Arab influences in European literature began to appear in the poetry of the early Spanish and Provençal troubadours, and, in the thirteenth century, in the French fabliaux and contes.
    No Western author expressed Europe's fascination with any aspect of Arabism in a more dramatic and poetic form than did Shakespeare. Among his most attractive characters, two are Arabs, or as he calls them, "Moors": Othello, from the play of the same name and the Prince of Morocco, one of the noblest figures in The Merchant of Venice. The prince, modeled on the great Sultan Ahmed al-Mansur, shows a royal dignity expressed in words of great nobility.

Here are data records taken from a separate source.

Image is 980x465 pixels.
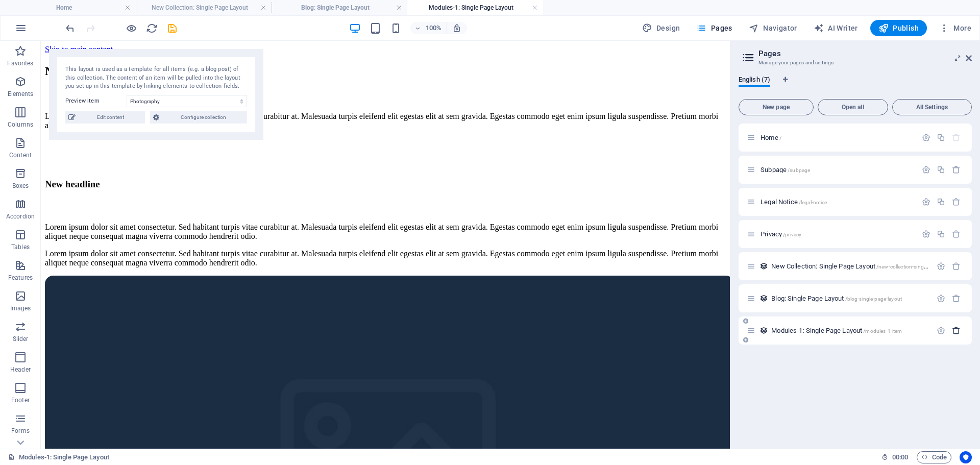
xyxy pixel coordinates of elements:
div: This layout is used as a template for all items (e.g. a blog post) of this collection. The conten... [759,326,768,335]
div: This layout is used as a template for all items (e.g. a blog post) of this collection. The conten... [759,262,768,270]
span: /subpage [788,167,810,173]
p: Slider [13,335,28,343]
h2: Pages [759,49,971,58]
div: This layout is used as a template for all items (e.g. a blog post) of this collection. The conten... [759,294,768,303]
button: Edit content [65,111,145,123]
span: Navigator [749,23,797,33]
button: Pages [692,20,736,36]
p: Boxes [12,181,29,190]
p: Header [10,365,30,374]
button: New page [738,99,813,116]
button: AI Writer [809,20,862,36]
span: / [779,135,781,141]
span: Pages [696,23,732,33]
p: Tables [11,243,30,251]
span: Modules-1: Single Page Layout [771,327,902,334]
span: English (7) [738,74,770,88]
span: /privacy [783,232,801,237]
button: Design [638,20,684,36]
span: New Collection: Single Page Layout [771,262,956,270]
div: Remove [952,198,961,206]
div: Home/ [757,134,917,141]
button: More [935,20,975,36]
button: Code [917,451,952,464]
div: New Collection: Single Page Layout/new-collection-single-page-layout [768,263,931,269]
p: Images [10,304,31,312]
div: Settings [937,326,945,335]
div: Blog: Single Page Layout/blog-single-page-layout [768,295,931,301]
span: Configure collection [162,111,244,123]
div: Settings [922,198,930,206]
span: Click to open page [760,166,810,174]
span: Click to open page [771,294,902,302]
i: Reload page [146,23,157,34]
span: /new-collection-single-page-layout [876,264,957,269]
button: Click here to leave preview mode and continue editing [125,22,138,34]
div: Settings [937,294,945,303]
div: Settings [922,133,930,142]
button: Publish [870,20,927,36]
div: The startpage cannot be deleted [952,133,961,142]
span: /blog-single-page-layout [845,296,902,301]
h4: Blog: Single Page Layout [272,2,407,13]
span: Click to open page [760,230,801,237]
span: AI Writer [813,23,858,33]
button: reload [145,22,157,34]
div: This layout is used as a template for all items (e.g. a blog post) of this collection. The conten... [65,65,247,91]
div: Settings [922,230,930,238]
button: All Settings [892,99,971,116]
button: Open all [818,99,888,116]
span: More [939,23,971,33]
button: Navigator [745,20,801,36]
p: Elements [8,90,34,98]
span: : [899,453,901,461]
span: Code [921,451,947,464]
span: Design [642,23,680,33]
p: Accordion [6,212,35,220]
div: Modules-1: Single Page Layout/modules-1-item [768,327,931,334]
div: Language Tabs [738,76,971,95]
div: Remove [952,165,961,174]
p: Favorites [7,59,33,67]
span: Open all [822,104,884,110]
span: 00 00 [892,451,908,464]
div: Remove [952,294,961,303]
span: Edit content [79,111,142,123]
p: Footer [11,396,30,404]
p: Forms [11,427,30,435]
div: Duplicate [937,133,945,142]
div: Duplicate [937,198,945,206]
span: Publish [879,23,918,33]
div: Duplicate [937,165,945,174]
span: All Settings [897,104,967,110]
span: Click to open page [760,134,781,141]
div: Duplicate [937,230,945,238]
h4: New Collection: Single Page Layout [135,2,272,13]
div: Design (Ctrl+Alt+Y) [638,20,684,36]
p: Content [9,151,32,159]
button: save [166,22,178,34]
div: Privacy/privacy [757,230,917,237]
h6: 100% [425,22,442,34]
span: /modules-1-item [863,328,902,334]
p: Columns [8,121,33,128]
i: On resize automatically adjust zoom level to fit chosen device. [452,23,462,33]
div: Subpage/subpage [757,167,917,173]
div: Remove [952,262,961,270]
a: Skip to main content [4,4,72,13]
button: undo [64,22,76,34]
label: Preview item [65,95,126,107]
div: Remove [952,230,961,238]
h6: Session time [881,451,908,464]
div: Legal Notice/legal-notice [757,198,917,205]
div: Settings [922,165,930,174]
h3: Manage your pages and settings [759,58,952,67]
h4: Modules-1: Single Page Layout [407,2,543,13]
button: 100% [411,22,447,34]
span: New page [743,104,809,110]
i: Save (Ctrl+S) [167,23,178,34]
span: /legal-notice [798,199,828,205]
a: Click to cancel selection. Double-click to open Pages [9,451,109,464]
button: Configure collection [150,111,247,123]
i: Undo: Change pages (Ctrl+Z) [65,23,76,34]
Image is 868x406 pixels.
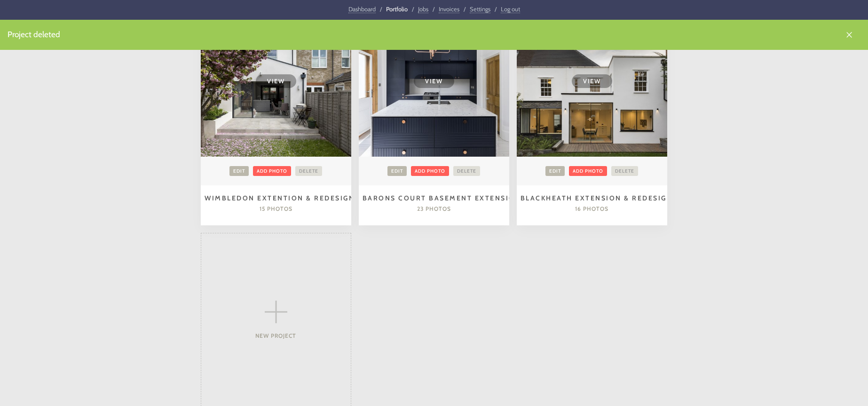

    Whereas the Prince of Morocco is but a minor character in The Merchant of Venice, Othello completely dominates the drama to which his name is given. A man of unbounded passion, this Moor—"who comes from a land of deserts, rocks and hills whose heads touch heaven" (an obvious reference to the Atlas Mountains)—is also a paragon of loyalty, courage, honesty, and possessed of a nobility rendered more striking by contrast with the infamy of the "white" Iago. To the present day, experts acquainted with the Moorish character are amazed at the insight with which Shakespeare created Othello.
    In the London of Queen Elizabeth I, Morocco was very much "in the news." Among the founders of the "Barbary Company," an association of London merchants trading with Morocco, we find the Earl of Leicester, one of the Bard's patrons; it was from his many Barbary-merchant friends that Shakespeare obtained much information of Morocco and its people. Altogether we find more than sixty references to Barbary (Morocco) in Shakespeare's plays.
    Shakespeare was by no means alone in falling under the spell of Moorish subjects. In his Tamburlaine the Great of 1587, Christopher Marlowe introduces the "Kings of Moroccus and Fez." A year later a certain Ed. White published A Brief Rehearsal of the Bloody Battle of Barbary; in 1594, George Peel's play, The Battle of Alcazar, was produced in London; and, shortly afterwards, an anonymous author, Ro. C. published a history of Morocco entitled, A True Discourse of Muley Hamet's Death.
    The Oriental fashion, in which Arab elements were often confused with Persian and Indian, persisted through most of the nineteenth century when Victor Hugo could write: "In the age of Louis XIV all the world was Hellenistic; now it is Orientalist" (Preface to Les Orientales). While The Thousand and One Nights did not alone create this romantic flood, it greatly widened the scope of European literature and enriched its imagery and language, producing a focus for Europe's yearning for the exotic and stimulating latent interests among its intellectuals.
    Arabic literature, in addition, to being the crowning artistic and intellectual achievement of the Arabs, also represents one of their most enduring legacies to the West. It is an aspect of the Arab heritage which, though often neglected or given only cursory attention, offers important insights that provide a fuller understanding of Arab culture and its contributions.
    We find Arab names and settings in the famous Aucassin et Nicolette and Arab echoes even in Boccacio's Decameron. Chaucer's Squires Tales uses a theme brought to Europe by Italian merchants who had traded in the Middle East. And, of course, there is the most famous medieval work of literature, Dante's Divine Comedy, replete with details from the story of the Prophet Muhammad's ascension to heaven and details culled from the Meccan Revolution by the great Arab mystic Ibn Arabi.
    Perhaps no work of Arabic literature has stirred Western imagination as much as The Thousand and One Nights, popularly known as The Arabian Nights. A collection of separate stories—exciting, romantic, amusing and always highly entertaining— the book has Arab, Greek, Persian and Indian origins. It was finally compiled and unified by Arab authors in the tenth century, giving it an entirely Arab character, placing its two main centers in Baghdad and Cairo. At times, with the salty humor of true folk tales and always with an astounding inventiveness, the book enjoyed a great popularity throughout the Middle East where it was known chiefly through oral transmission by professional storytellers. Its popularity with the European public, however, was infinitely greater. The first translation by the Frenchman Galland, in 1704, was soon followed by English versions. Their was spectacular, and new editions followed one another in the most enviable manner of modern best-sellers.
    The astounding popularity that The Thousand and One Nights enjoyed in Europe from the start can be traced to the "oriental" yearnings that had been growing among Western writers, artists and readers ever since the days of the Crusades. The public found in these tales an element of romance and adventure that was missing from European literature. To be sure, The Thousand and One Nights was partly responsible for the composition of European novels as famous as Robinson Crusoe and Gulliver's Travels. Arabism, or "Orientalism," as it was usually called, provided Western writers with a wealth of new themes. We find such themes in Samuel Johnson's Rasselas, in Byron, in the satires of Voltaire, and, of the French reformers, in Beckford's Vathek, in Germany, in Goethe's famous Westoestlicher Diwan, and in Rukert and Platen-Hallermund.